Federal prosecutors, working with securities regulators, are conducting a preliminary criminal probe into whether several major Wall Street banks misled investors about their roles in mortgage-bond deals, a person familiar with the matter told The Wall Street Journal. Many major Wall Street banks created collateralized debt obligations at the behest of players that made bets against the deals--and banks themselves sometimes bet against the deals. Bearish bets paid off when the mortgage market crashed.
The banks under early-stage criminal scrutiny--J.P. Morgan Chase & Co. (JPM), Citigroup Inc. (C), Deutsche Bank AG (DB) and UBS AG (UBS)--also have received civil subpoenas from the U.S. Securities and Exchange Commission as part of a sweeping investigation of banks' selling and trading of mortgage-related deals, the person said. Under similar preliminary criminal scrutiny are Goldman Sachs Group Inc. (GS) and Morgan Stanley (MS).

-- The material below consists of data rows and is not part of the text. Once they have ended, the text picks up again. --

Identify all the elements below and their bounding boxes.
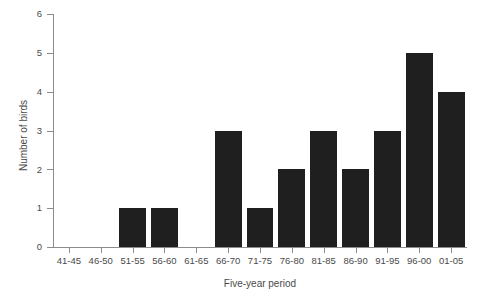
bar [438, 92, 465, 247]
x-axis-tick [101, 248, 102, 253]
x-axis-tick-label: 01-05 [429, 256, 473, 266]
x-axis-tick [324, 248, 325, 253]
y-axis-tick-label-text: 2 [20, 165, 42, 175]
bar [406, 53, 433, 247]
x-axis-tick [69, 248, 70, 253]
bar-chart-figure: Number of birds 0123456 41-4546-5051-555… [0, 0, 481, 301]
y-axis-tick-label-text: 4 [20, 87, 42, 97]
x-axis-tick [356, 248, 357, 253]
bar [374, 131, 401, 248]
y-tick-group: 0123456 [0, 0, 53, 301]
x-axis-tick [292, 248, 293, 253]
y-axis-tick-label: 5 [20, 47, 42, 59]
bar [215, 131, 242, 248]
y-axis-tick-label-text: 1 [20, 203, 42, 213]
bar [310, 131, 337, 248]
y-axis-tick-label: 3 [20, 125, 42, 137]
y-axis-tick-label: 1 [20, 202, 42, 214]
bar [119, 208, 146, 247]
y-axis-tick-label: 2 [20, 163, 42, 175]
x-axis-tick [164, 248, 165, 253]
y-axis-tick-label: 6 [20, 8, 42, 20]
bar [247, 208, 274, 247]
x-axis-tick [228, 248, 229, 253]
y-axis-tick-label: 4 [20, 86, 42, 98]
x-axis-tick [387, 248, 388, 253]
plot-area [53, 14, 467, 247]
x-axis-tick [451, 248, 452, 253]
y-axis-tick-label-text: 3 [20, 126, 42, 136]
x-axis-tick [419, 248, 420, 253]
bar [151, 208, 178, 247]
x-axis-tick [133, 248, 134, 253]
y-axis-tick-label: 0 [20, 241, 42, 253]
bar [278, 169, 305, 247]
y-axis-tick-label-text: 6 [20, 9, 42, 19]
x-axis-title: Five-year period [53, 278, 467, 289]
bar [342, 169, 369, 247]
x-axis-tick [196, 248, 197, 253]
x-axis-tick [260, 248, 261, 253]
y-axis-tick-label-text: 5 [20, 48, 42, 58]
y-axis-tick-label-text: 0 [20, 242, 42, 252]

Meanwhile, the New York attorney general is starting an investigation into eight banks to determine if they provided misleading information to rating agencies to inflate the grades of certain mortgage securities, The New York Times reported, citing two people with knowledge of the investigation. The targets include Goldman Sachs, Morgan Stanley, UBS, Citigroup, Deutsche Bank, Credit Suisse Group (CS), Credit Agricole SA (CRARY) and Merrill Lynch, which is now owned by Bank of America Corp. (BAC), the report said.